Under a plain marble plaque in a colonnaded courtyard in the center of Athens lies the severed head of the little-known man who some historians believe was really responsible for reviving the modern Olympics.
As the Games return to their birthplace in August, the ghost of Evangelis Zappas is stirring and it threatens to explode the myth that the Olympic revival was the brainchild of the French Baron Pierre de Coubertin.
Historians argue that long overdue credit should be given to Zappas and to a British doctor, William Penny Brookes.
Before De Coubertin was born, the lavishly wealthy Zappas had funded and organized a series of Olympic Games in Athens that historians say the Frenchman later went to pains to conceal.
According to Konstantinos Georgiadis in his new book "Olympic Revival," the baron who founded the International Olympic Committee (IOC) was a latecomer to the idea of reviving the ancient Greek spectacle who then omitted the two men whose ideas he had borrowed from the histories he produced.
"Until recently everything we'd read about the history of the Olympics was written by De Coubertin himself and in most of the 12,000 pages he identified himself as the sole architect," Georgiadis told reporters.
Today, the IOC acknowledge only the baron as the architect of the Olympic movement and they credit him with the creation of the first official modern Olympics in Athens in 1896.
But after years of trawling through archives, Georgiadis discovered that Zappas and Brookes had organized national Olympics in their own countries four decades earlier and had lobbied the Greek government to host an international Games.
Freedom fighter
Zappas, born in Albania to Greek Orthodox parents, enjoyed a col-orful career as a freedom fighter in the Greek War of Independ-ence against the Ottoman Turks in the 1820s before going on to make a fortune in the distillery business in Romania.
Keen to use his wealth to put the new Greek state on the map, he answered a call from the Athenian poet Panayiotis Soutsos to revive the ancient sporting festival.
With Zappas footing the bill, the first modern Olympics were staged in the Greek capital in 1859 featuring familiar events such as the 200m sprint alongside less orthodox sports such as "bladdering" in which athletes leapt six times over a wine skin.
Zappas died six years later and bequeathed his entire fortune to the Olympia committee whose job it was to stage Olympics every four years, build a grand exhibition hall and rebuild the ruined ancient Panathenean Stadium.
Zappas left instructions that his corpse should be divided between the three countries he loved best. Initially he was buried in Romania but on completion of the Athens exhibition hall, christened the Zappeion, the body was dug up.
The corpse was decapitated and the head entombed in the Zappeion while the remainder was sent to the village where he was born in Albania.
Georgiadis' claims are endorsed by US academic David Young whose 1996 book Olympics: the struggle for revival highlighted the contribution of Britain's Brookes.
"I fear that Coubertin's vanity caused him to seek all the credit and actively cover up the contributions of others, denying that the Zappas Games happened and omit-ting Brookes' name from his Mem-oires Olympiques," said Young.
Born in the small town of Much Wenlock, in Shropshire, Brookes was a keen classicist who organized a series of Games he described as "Olympic."
What began as a local athletics festival grew to become the British Olympic Games in 1887. The first event open to women was knitting.
Prize money
Brookes learnt of the Olympiads in Athens and wrote to Zappas. The pair exchanged money that was used as prizes in their respective Games.
It was Brookes who in 1881 proposed to the Greek government that the parallel Olympics should be internationalized, according to an article at the time in the Greek newspaper Klio.
In 1890, Coubertin visited the Much Wenlock Games where according to Young he was initiated into the idea of an international Olympics.
Within four years the IOC was formed and the Greek government had agreed to host the first international Games.
"Until then Coubertin was relatively uninterested in classical ideas and Olympic revivalism," writes Georgiadis.
But the Olympic establishment continues to downplay the contribution of Zappas and Brookes. Jean-Loup Chappelet, secretary general of the De Coubertin Foundation, which is staging exhibitions in Athens in August, insists that De Coubertin's legacy is of primary importance.
"[He] is the one who worked hard toward this goal, networking with sports organizations ... founding the IOC in 1894, fighting for circulating the Games across continents, unlike Zappas and Penny Brookes who kept their games at the same place."
Both historians insist they are not interested in diminishing the role of the French baron but that Olympic history needs revision.
"I have no desire to discredit Coubertin but I do think others deserve some credit too," said Young.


● **Activity**
Find "Parse this screenshot: output" in the listing below, then set down only that line and each later line, unchanged, leaving out pictures.

━━━━━━━━

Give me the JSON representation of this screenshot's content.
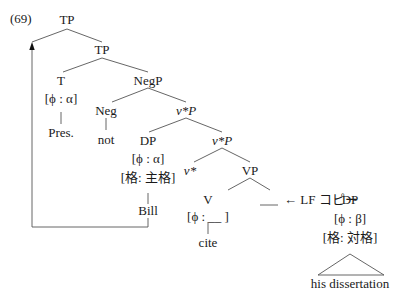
{
  "example_number": "(69)",
  "nodes": {
    "tp_top": "TP",
    "tp_inner": "TP",
    "t": "T",
    "t_feature": "[ϕ : α]",
    "t_terminal": "Pres.",
    "negp": "NegP",
    "neg": "Neg",
    "neg_terminal": "not",
    "vstarp_upper": "v*P",
    "dp_subject": "DP",
    "dp_subject_phi": "[ϕ : α]",
    "dp_subject_case": "[格: 主格]",
    "dp_subject_terminal": "Bill",
    "vstarp_lower": "v*P",
    "vstar": "v*",
    "vp": "VP",
    "v": "V",
    "v_feature": "[ϕ : __ ]",
    "v_terminal": "cite",
    "lf_copy_label": "← LF コピー",
    "dp_object": "DP",
    "dp_object_phi": "[ϕ : β]",
    "dp_object_case": "[格: 対格]",
    "dp_object_terminal": "his dissertation"
  },
  "annotations": {
    "movement_arrow": "Subject DP Bill raises to Spec-TP",
    "lf_copy_arrow": "Object DP copied into VP complement at LF"
  }
}
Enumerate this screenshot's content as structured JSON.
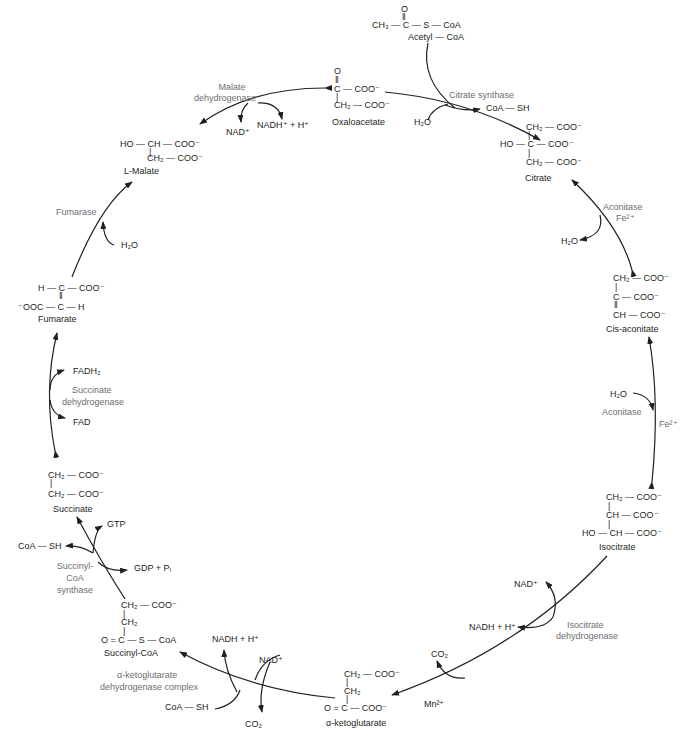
{
  "diagram": {
    "metabolites": {
      "acetyl_coa": {
        "name": "Acetyl — CoA",
        "formula": [
          "O",
          "‖",
          "CH₃ — C — S — CoA"
        ]
      },
      "oxaloacetate": {
        "name": "Oxaloacetate",
        "formula": [
          "O",
          "‖",
          "C — COO⁻",
          "|",
          "CH₂ — COO⁻"
        ]
      },
      "citrate": {
        "name": "Citrate",
        "formula": [
          "CH₂ — COO⁻",
          "|",
          "HO — C — COO⁻",
          "|",
          "CH₂ — COO⁻"
        ]
      },
      "cis_aconitate": {
        "name": "Cis-aconitate",
        "formula": [
          "CH₂ — COO⁻",
          "|",
          "C — COO⁻",
          "‖",
          "CH — COO⁻"
        ]
      },
      "isocitrate": {
        "name": "Isocitrate",
        "formula": [
          "CH₂ — COO⁻",
          "|",
          "CH — COO⁻",
          "|",
          "HO — CH — COO⁻"
        ]
      },
      "alpha_ketoglutarate": {
        "name": "α-ketoglutarate",
        "formula": [
          "CH₂ — COO⁻",
          "|",
          "CH₂",
          "|",
          "O = C — COO⁻"
        ]
      },
      "succinyl_coa": {
        "name": "Succinyl-CoA",
        "formula": [
          "CH₂ — COO⁻",
          "|",
          "CH₂",
          "|",
          "O = C — S — CoA"
        ]
      },
      "succinate": {
        "name": "Succinate",
        "formula": [
          "CH₂ — COO⁻",
          "|",
          "CH₂ — COO⁻"
        ]
      },
      "fumarate": {
        "name": "Fumarate",
        "formula": [
          "H — C — COO⁻",
          "‖",
          "⁻OOC — C — H"
        ]
      },
      "malate": {
        "name": "L-Malate",
        "formula": [
          "HO — CH — COO⁻",
          "|",
          "CH₂ — COO⁻"
        ]
      }
    },
    "enzymes": {
      "citrate_synthase": "Citrate synthase",
      "aconitase_1": "Aconitase",
      "aconitase_1_cofactor": "Fe²⁺",
      "aconitase_2": "Aconitase",
      "aconitase_2_cofactor": "Fe²⁺",
      "isocitrate_dh_1": "Isocitrate",
      "isocitrate_dh_2": "dehydrogenase",
      "isocitrate_dh_cofactor": "Mn²⁺",
      "akg_dh_1": "α-ketoglutarate",
      "akg_dh_2": "dehydrogenase complex",
      "succinyl_coa_synthase_1": "Succinyl-",
      "succinyl_coa_synthase_2": "CoA",
      "succinyl_coa_synthase_3": "synthase",
      "succinate_dh_1": "Succinate",
      "succinate_dh_2": "dehydrogenase",
      "fumarase": "Fumarase",
      "malate_dh_1": "Malate",
      "malate_dh_2": "dehydrogenase"
    },
    "side_species": {
      "coa_sh_citrate": "CoA — SH",
      "h2o_citrate": "H₂O",
      "h2o_aconitase_1": "H₂O",
      "h2o_aconitase_2": "H₂O",
      "nad_isocitrate": "NAD⁺",
      "nadh_isocitrate": "NADH + H⁺",
      "co2_isocitrate": "CO₂",
      "nadh_akg": "NADH + H⁺",
      "nad_akg": "NAD⁺",
      "coa_sh_akg": "CoA — SH",
      "co2_akg": "CO₂",
      "gtp": "GTP",
      "coa_sh_succinyl": "CoA — SH",
      "gdp_pi": "GDP + Pᵢ",
      "fadh2": "FADH₂",
      "fad": "FAD",
      "h2o_fumarase": "H₂O",
      "nad_malate": "NAD⁺",
      "nadh_malate": "NADH⁺ + H⁺"
    }
  }
}
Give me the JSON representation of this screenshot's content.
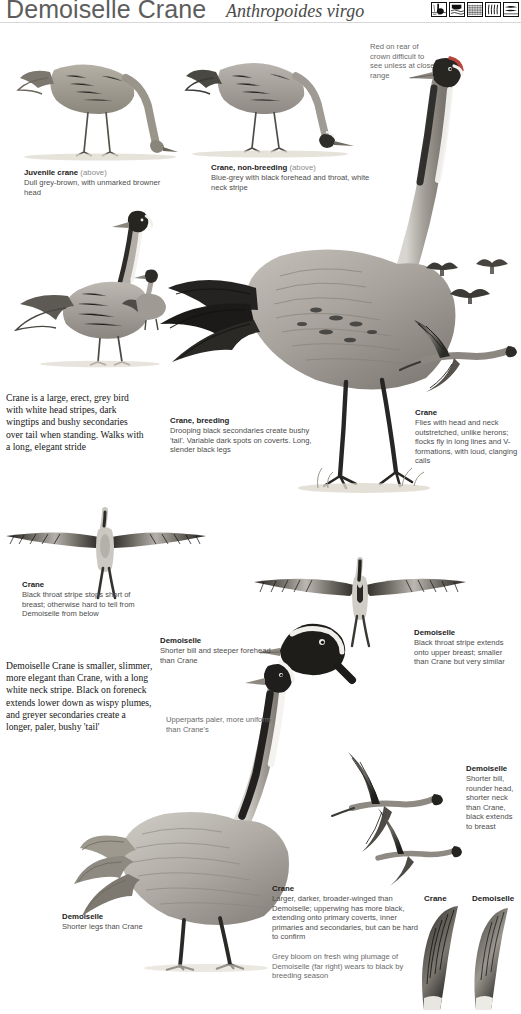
{
  "header": {
    "title": "Demoiselle Crane",
    "scientific_name": "Anthropoides virgo",
    "icons": [
      {
        "name": "habitat-icon-wetland"
      },
      {
        "name": "habitat-icon-water"
      },
      {
        "name": "habitat-icon-farmland"
      },
      {
        "name": "habitat-icon-grassland"
      },
      {
        "name": "habitat-icon-flight"
      }
    ]
  },
  "captions": {
    "juvenile_crane": {
      "title": "Juvenile crane",
      "title_note": "(above)",
      "text": "Dull grey-brown, with unmarked browner head"
    },
    "crane_nonbreeding": {
      "title": "Crane, non-breeding",
      "title_note": "(above)",
      "text": "Blue-grey with black forehead and throat, white neck stripe"
    },
    "red_crown_note": {
      "text": "Red on rear of crown difficult to see unless at close range"
    },
    "crane_breeding": {
      "title": "Crane, breeding",
      "text": "Drooping black secondaries create bushy 'tail'. Variable dark spots on coverts. Long, slender black legs"
    },
    "crane_flight": {
      "title": "Crane",
      "text": "Flies with head and neck outstretched, unlike herons; flocks fly in long lines and V-formations, with loud, clanging calls"
    },
    "crane_below": {
      "title": "Crane",
      "text": "Black throat stripe stops short of breast; otherwise hard to tell from Demoiselle from below"
    },
    "demoiselle_head": {
      "title": "Demoiselle",
      "text": "Shorter bill and steeper forehead than Crane"
    },
    "demoiselle_below": {
      "title": "Demoiselle",
      "text": "Black throat stripe extends onto upper breast; smaller than Crane but very similar"
    },
    "upperparts_note": {
      "text": "Upperparts paler, more uniform than Crane's"
    },
    "demoiselle_legs": {
      "title": "Demoiselle",
      "text": "Shorter legs than Crane"
    },
    "demoiselle_bill": {
      "title": "Demoiselle",
      "text": "Shorter bill, rounder head, shorter neck than Crane, black extends to breast"
    },
    "crane_upperwing": {
      "title": "Crane",
      "text": "Larger, darker, broader-winged than Demoiselle; upperwing has more black, extending onto primary coverts, inner primaries and secondaries, but can be hard to confirm"
    },
    "grey_bloom_note": {
      "text": "Grey bloom on fresh wing plumage of Demoiselle (far right) wears to black by breeding season"
    }
  },
  "wing_labels": {
    "crane": "Crane",
    "demoiselle": "Demoiselle"
  },
  "body_text": {
    "crane": "Crane is a large, erect, grey bird with white head stripes, dark wingtips and bushy secondaries over tail when standing. Walks with a long, elegant stride",
    "demoiselle": "Demoiselle Crane is smaller, slimmer, more elegant than Crane, with a long white neck stripe. Black on foreneck extends lower down as wispy plumes, and greyer secondaries create a longer, paler, bushy 'tail'"
  },
  "colors": {
    "text_dark": "#1b1b1b",
    "text_grey": "#4c4c4c",
    "text_light": "#8a8a8a",
    "title": "#5d5d5d",
    "plumage_grey": "#9a9a96",
    "plumage_dark": "#3a3a38",
    "plumage_black": "#1c1c1c",
    "ground": "#ded9cf"
  }
}
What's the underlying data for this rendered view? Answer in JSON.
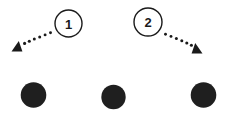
{
  "diagram": {
    "name": "two-step-motion-diagram",
    "background_color": "#ffffff",
    "stroke_color": "#1a1a1a",
    "fill_color": "#1f1f1f",
    "steps": [
      {
        "id": "step-1",
        "label": "1",
        "badge": {
          "shape": "circle-outline",
          "cx": 68.5,
          "cy": 23.5,
          "r": 13.5,
          "stroke_width": 1.4
        },
        "arrow": {
          "name": "dotted-arrow-left",
          "direction": "left-down",
          "style": "dotted",
          "from_x": 55,
          "from_y": 32,
          "to_x": 20,
          "to_y": 47,
          "dot_count": 7,
          "dot_radius": 1.5,
          "head_size": 9
        }
      },
      {
        "id": "step-2",
        "label": "2",
        "badge": {
          "shape": "circle-outline",
          "cx": 148,
          "cy": 22,
          "r": 14,
          "stroke_width": 1.4
        },
        "arrow": {
          "name": "dotted-arrow-right",
          "direction": "right-down",
          "style": "dotted",
          "from_x": 161,
          "from_y": 33,
          "to_x": 196,
          "to_y": 50,
          "dot_count": 7,
          "dot_radius": 1.5,
          "head_size": 9
        }
      }
    ],
    "nodes": [
      {
        "id": "node-left",
        "name": "filled-dot-left",
        "cx": 33.5,
        "cy": 95,
        "r": 12.8
      },
      {
        "id": "node-middle",
        "name": "filled-dot-middle",
        "cx": 113.5,
        "cy": 97,
        "r": 12.2
      },
      {
        "id": "node-right",
        "name": "filled-dot-right",
        "cx": 203.5,
        "cy": 95,
        "r": 12.8
      }
    ]
  }
}
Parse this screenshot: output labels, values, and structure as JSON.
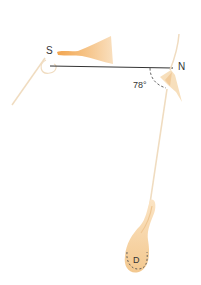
{
  "figure": {
    "top_cut_text": "",
    "labels": {
      "south": "S",
      "north": "N",
      "angle": "78°",
      "pole_d": "D"
    },
    "colors": {
      "baseline": "#333333",
      "fiber": "#f0dcc0",
      "fiber_dark": "#e9c9a0",
      "cone_light": "#f7d3a6",
      "cone_dark": "#f2a54f",
      "body_d": "#f5cf9c",
      "dashed": "#555555"
    }
  }
}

━━━━━━━━

● **Exercise solution**
Parse this screenshot: output labels, values, and structure as JSON.
{
  "figure": {
    "top_cut_text": "",
    "labels": {
      "south": "S",
      "north": "N",
      "angle": "78°",
      "pole_d": "D"
    },
    "colors": {
      "baseline": "#333333",
      "fiber": "#f0dcc0",
      "fiber_dark": "#e9c9a0",
      "cone_light": "#f7d3a6",
      "cone_dark": "#f2a54f",
      "body_d": "#f5cf9c",
      "dashed": "#555555"
    }
  }
}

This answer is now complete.